Calculator Inputs
Use markup mode for cost-plus quoting, margin mode for profit ratio targets, and take-home mode when deductions must still leave a specific payout.
Example Data Table
| Package | Cost Basis ($) | Markup (%) | Quoted Price ($) | Net Profit ($) |
|---|---|---|---|---|
| Starter Website Copy | 180.00 | 35.00 | 243.00 | 63.00 |
| Monthly SEO Support | 420.00 | 50.00 | 630.00 | 210.00 |
| UX Audit Report | 650.00 | 42.00 | 923.00 | 273.00 |
Formula Used
Labor Cost = Billable Hours × Internal Hourly Cost
Revision Cost = Revision Hours × Revision Hourly Cost
Base Cost = Labor Cost + Revision Cost + Direct Expenses
Overhead Cost = Base Cost × Overhead %
Risk Buffer = Base Cost × Risk Buffer %
Internal Cost = Base Cost + Overhead Cost + Risk Buffer
Markup Price = (Internal Cost + Rush Fee) × (1 + Markup %)
Margin Price = (Internal Cost + Rush Fee) ÷ (1 - Margin %)
Target Take-Home Price = (Target Take-Home + Fixed Payment Fee) ÷ (1 - Total Variable Deductions)
Quoted Price = Preliminary Price - Discount Value
Net Revenue = Quoted Price - Platform Fee - Payment Fees - Tax
Net Profit = Net Revenue - Internal Cost
Actual Markup % = ((Quoted Price - Internal Cost) ÷ Internal Cost) × 100
Actual Margin % = ((Quoted Price - Internal Cost) ÷ Quoted Price) × 100
These formulas help freelancers quote work after labor, revisions, taxes, overhead, risk, and marketplace deductions are considered together.

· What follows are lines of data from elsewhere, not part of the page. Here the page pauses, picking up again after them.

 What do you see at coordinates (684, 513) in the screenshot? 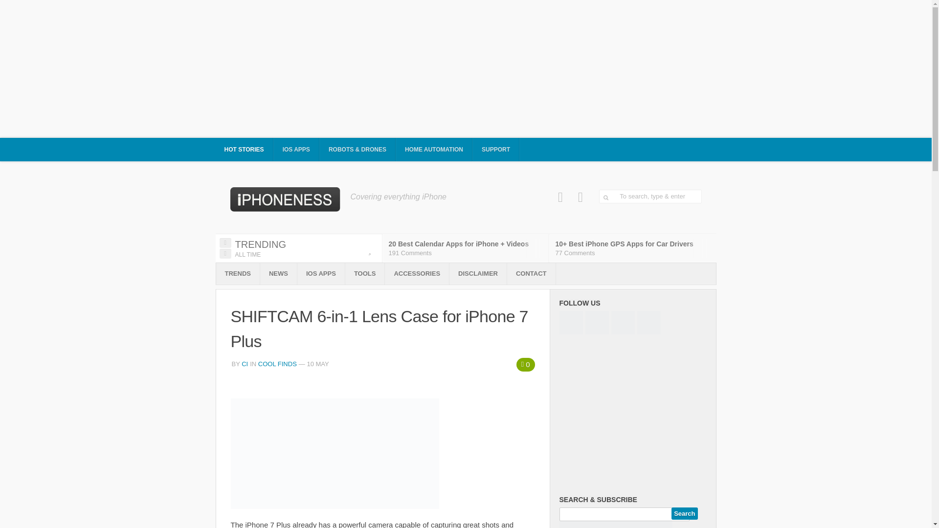
I see `Search` at bounding box center [684, 513]. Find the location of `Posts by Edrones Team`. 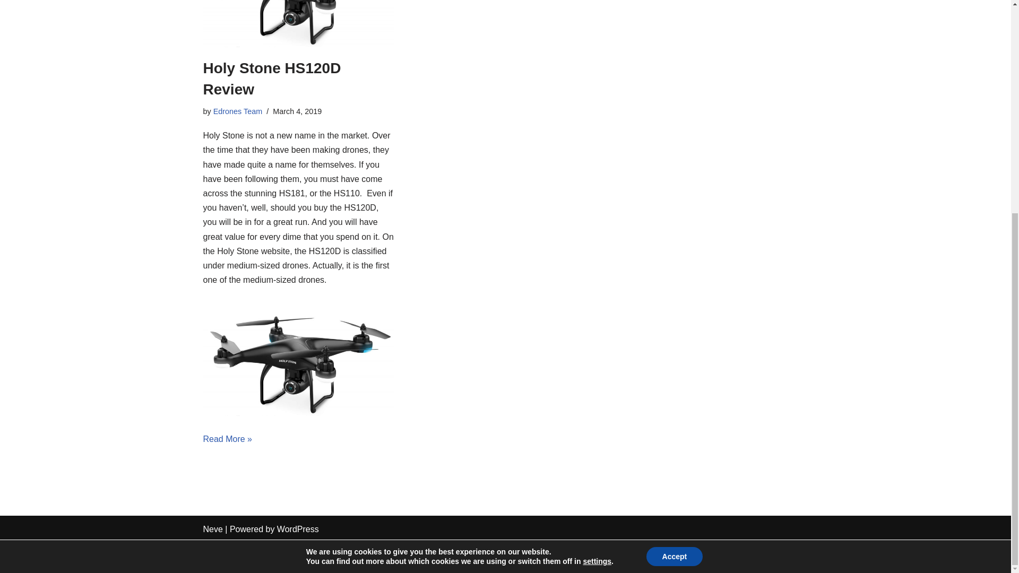

Posts by Edrones Team is located at coordinates (238, 112).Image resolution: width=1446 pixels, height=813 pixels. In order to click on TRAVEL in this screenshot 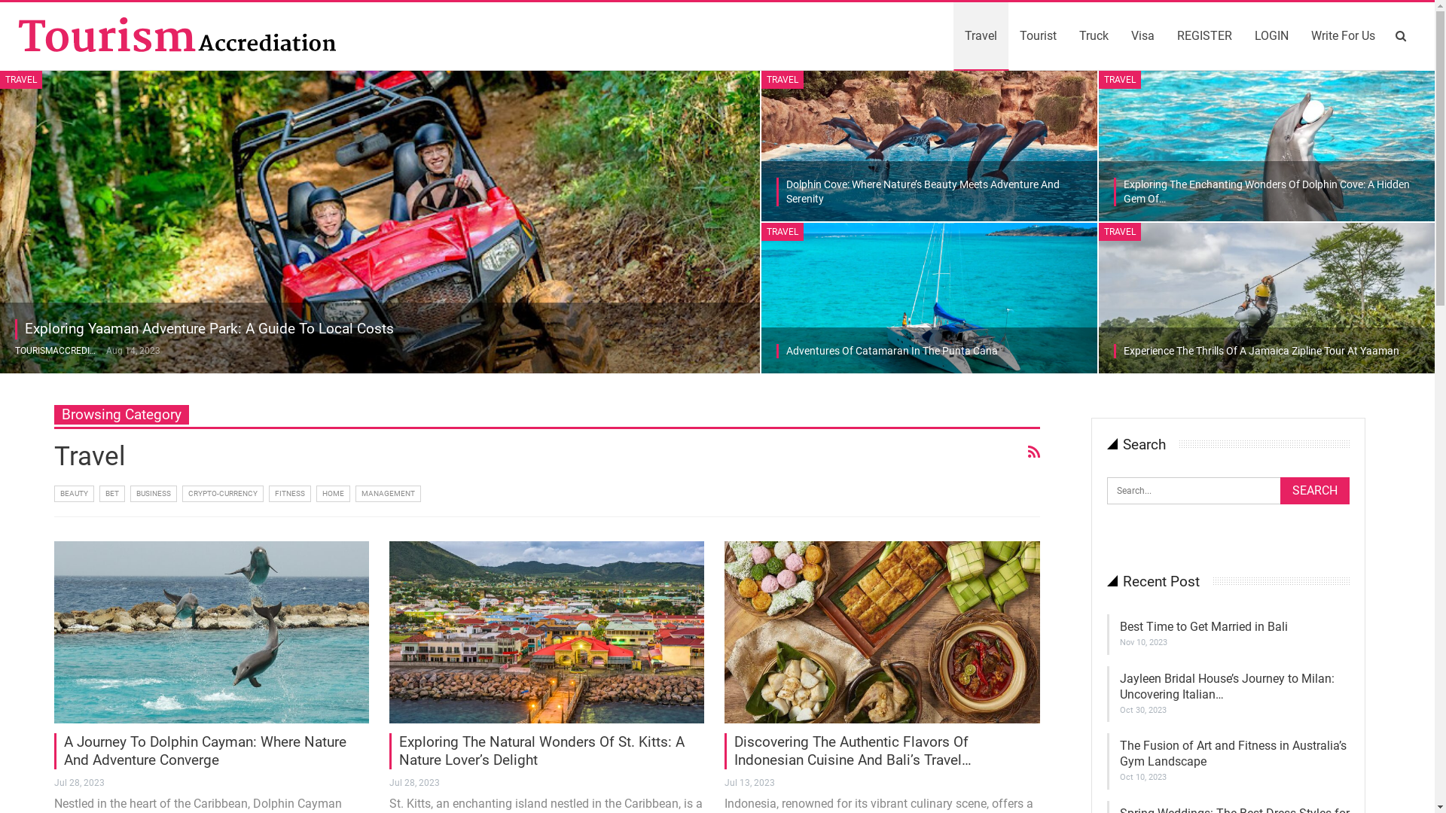, I will do `click(1120, 80)`.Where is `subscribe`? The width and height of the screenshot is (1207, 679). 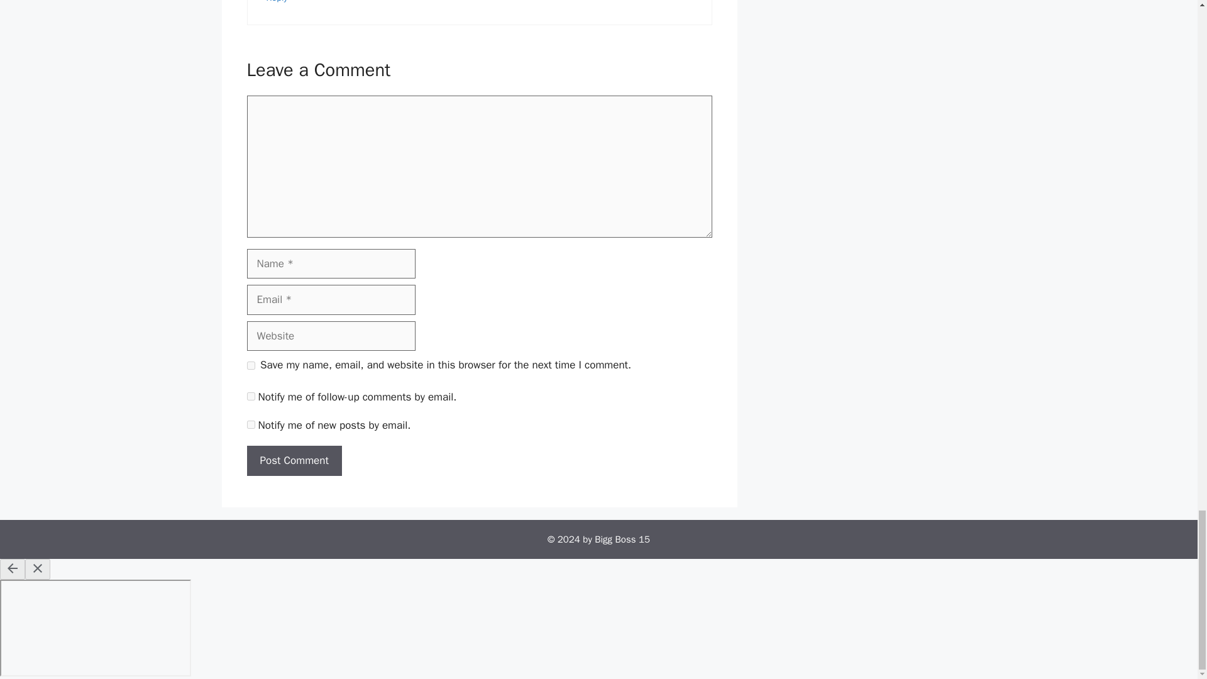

How to Use This Calculator
- Enter the project name, hours, and internal hourly cost.
- Add direct expenses such as stock assets, tools, or subcontracting.
- Set overhead and risk percentages for non-billable business exposure.
- Include expected revision time and its internal cost.
- Choose markup, margin, or target take-home pricing mode.
- Enter platform fees, payment charges, taxes, discounts, and rush uplift.
- Submit the form to see the quote above the calculator.
- Review the graph, detailed metrics, and competitor comparison.
- Export the results with the CSV or PDF buttons.
FAQs
1. What does markup mean in freelancing?
Markup is the percentage added above your internal cost. It helps cover profit after labor, overhead, revisions, platform fees, and payment deductions are considered.
2. How is margin different from markup?
Markup compares profit to cost. Margin compares profit to selling price. Margin targets usually require a higher final quote than an equal markup percentage.
3. Why should I include overhead costs?
Overhead captures software, admin time, internet, equipment, and other indirect expenses. Ignoring it can make profitable-looking projects underperform in reality.
4. Why do platform and payment fees matter?
Freelance marketplaces and processors reduce the cash you actually keep. Pricing without those deductions can leave your take-home much lower than expected.
5. When should I use target take-home mode?
Use it when you know the payout you want after fees and tax. The calculator back-solves the quote required to hit that net amount.
6. Should revision time be billed separately?
It depends on your contract. Even if you bundle revisions, estimating their cost helps prevent underpricing and reveals whether fixed packages remain viable.
7. What is a break-even price?
Break-even price is the minimum quote needed to recover internal cost and deductions. Anything below it reduces profit or creates a loss.
8. Can I use this for package pricing?
Yes. Enter the total hours, expenses, revisions, and fees for the full package. The result works well for project-based quotes and retainers.